You see, Christ does not need us in order for Him to receive His honor. Following His death on the cross, by which He destroyed the devil and murdered death itself, He rose from the dead in magnificent glory and almighty power. And then, when He comes straight to you, the sinner, He holds out His nail-marked hand and says, Your sins and your rebellion against me are all forgiven! Be free, and allow me to fill you with my flesh and blood and make you my holy temple. I will revive and restore your sin-sick body and soul with my glorious and vibrant resurrected body and Spirit. And for you simply to receive such a gift from your Lord Jesus is really to give Him all honor in heaven and on earth. For it is not your holiness and good deeds nor your involvement in worship that renders Him honor, even if you were the holiest and most pious. Instead, He is truly honored when you say Amen, it shall be so, Amen, the gift is received.

And so, you too have the honor that belongs only to Jesus, because He dwells in you and you in Him. You have His honor because you have His Word, His all-powerful Word. It is the same Word that He gave to those disciples whom He sent out to teach right after the story of His rejection. You would think that those twelve preachers would be discouraged right after that negative encounter happened in Nazareth. And no doubt that those apostles faced plenty of rejection themselves. Many of them would suffer the ultimate persecution of martyrdom, not long after Jesus ascended into heaven. But they had God’s Word on their lips and in their hearts. And right away Christ was accomplishing through those men the same things He was doing Himself. So you, as God’s holy people, have that same powerful Word entering your ears this very day. And as you receive that Word and all the forgiveness, life and salvation that that Word brings, your Lord is honored and glorified.

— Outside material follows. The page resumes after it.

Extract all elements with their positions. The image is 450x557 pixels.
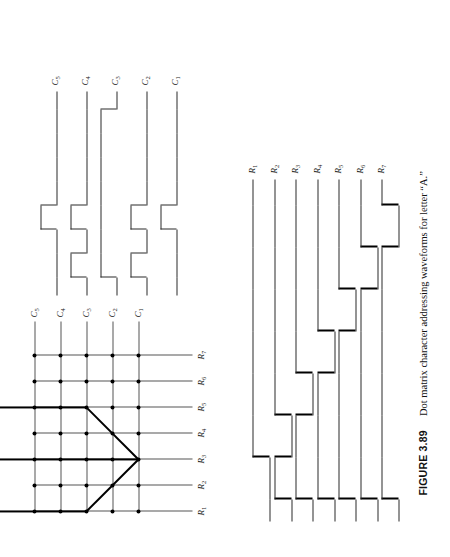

God continues to give His Word into the mouths of His New Testament prophets and servants of the Word. Many new pastors are being ordained this summer. They too will learn that honor will come from the most unlikely of places, but most of all it springs from the Word that they will have no other choice but to preach and from the Holy Sacraments that they must administer following the commands of Jesus. Without this, they would have no honor, even from the poor souls they seem to help, because without the Word of God they would be no better than missionaries of the devil. But through all the trials, and despite the many and various “thorns in the flesh,” they may have to suffer, Christ’s honor and power will be made complete and perfect in the weakness of this world. As a despised and rejected Christian who boasts not in yourself but in the power of God hidden in weakness, you too will be not without honor.

In the Name of the Father and of the ✝ Son and of the Holy Spirit.

Green Altar Parament

Green Altar Parament


Readings:

Isaiah 53 Surely He has borne our griefs

Ezek. 2:1–5 you shall say to them ‘Thus says the LORD God!’
Ps. 123 as the eyes of the servants look to the hand of their masters, … So our eyes look to the LORD our God,
2 Cor. 12:1–10 a thorn in the flesh … My grace is sufficient for you, for My strength is made perfect in weakness.